A fuse that lasts 20 or more years of daily use is not significantly under-rated. The same fuse rating and type from same maker should work fine for as many years into the future.
You can actually determine how many starts a fuse will last through, if you know the start current and time duration of the start.
Every fuse has an "I^2 * T" rating (current squared x time). You may not be told that rating, though. Some manufacturers always give it, others not.
That rating is the energy it will take to blow. Depending on how close to that energy your start is, it may blow in under 10 starts, or last many hundreds of thousands of starts.
With smaller glass type fuses, you can see the fuse element "squirm" under the inrush current. The fuse can open from a melting effect, after the wire has been thinned by partial melting, Or, it may fail from a mechanical flexing due to thermal expansion. If it partly melts (extreme cases) you can sometimes see the element has "sweated out" tiny globs of material.
The bad thing is that the very same nominal rated fuse from different manufacturers may have very different values for the "energy rating". A higher current fuse may actually have an energy rating the same as a lower current fuse (or even less).
It just has to do with the material in the fuse, melting point, thermal mass, etc. Figuring that out is why the fuse companies get the big bucks (at least for the good companies, import copies are different).
If the spring loaded portion opens, that is more from the "time" part of the formula. The start was not an excessivly high current, but it lasted a long time.
If the fusible section opens, that is more from the "current squared" part, the peak current was too high during the start. That guides what is needed to keep the replacement fuse from blowing.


**Task to carry out**: Look through the entries below and count the lines that contain "legend". Reply with that number only.

Figure collection entries:
··········

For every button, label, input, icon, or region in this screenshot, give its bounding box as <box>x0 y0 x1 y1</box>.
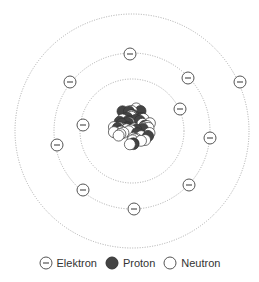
electron <box>124 48 136 60</box>
electron <box>64 76 76 88</box>
electron <box>174 103 186 115</box>
legend-label-neutron: Neutron <box>181 257 220 269</box>
legend-item-neutron: Neutron <box>163 256 220 270</box>
atom-diagram <box>0 0 259 250</box>
electron <box>182 72 194 84</box>
legend-label-electron: Elektron <box>57 257 97 269</box>
neutron <box>113 130 124 141</box>
legend-item-electron: Elektron <box>39 256 97 270</box>
electron <box>128 203 140 215</box>
electron <box>204 132 216 144</box>
electron <box>234 76 246 88</box>
legend-label-proton: Proton <box>123 257 155 269</box>
electron <box>51 139 63 151</box>
neutron-icon <box>163 256 177 270</box>
electron <box>183 179 195 191</box>
electron <box>77 119 89 131</box>
legend: Elektron Proton Neutron <box>0 256 259 270</box>
legend-item-proton: Proton <box>105 256 155 270</box>
electron-icon <box>39 256 53 270</box>
nucleus <box>108 103 155 150</box>
proton-icon <box>105 256 119 270</box>
neutron <box>124 139 135 150</box>
electron <box>77 184 89 196</box>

··········

**Exercise solution**: 7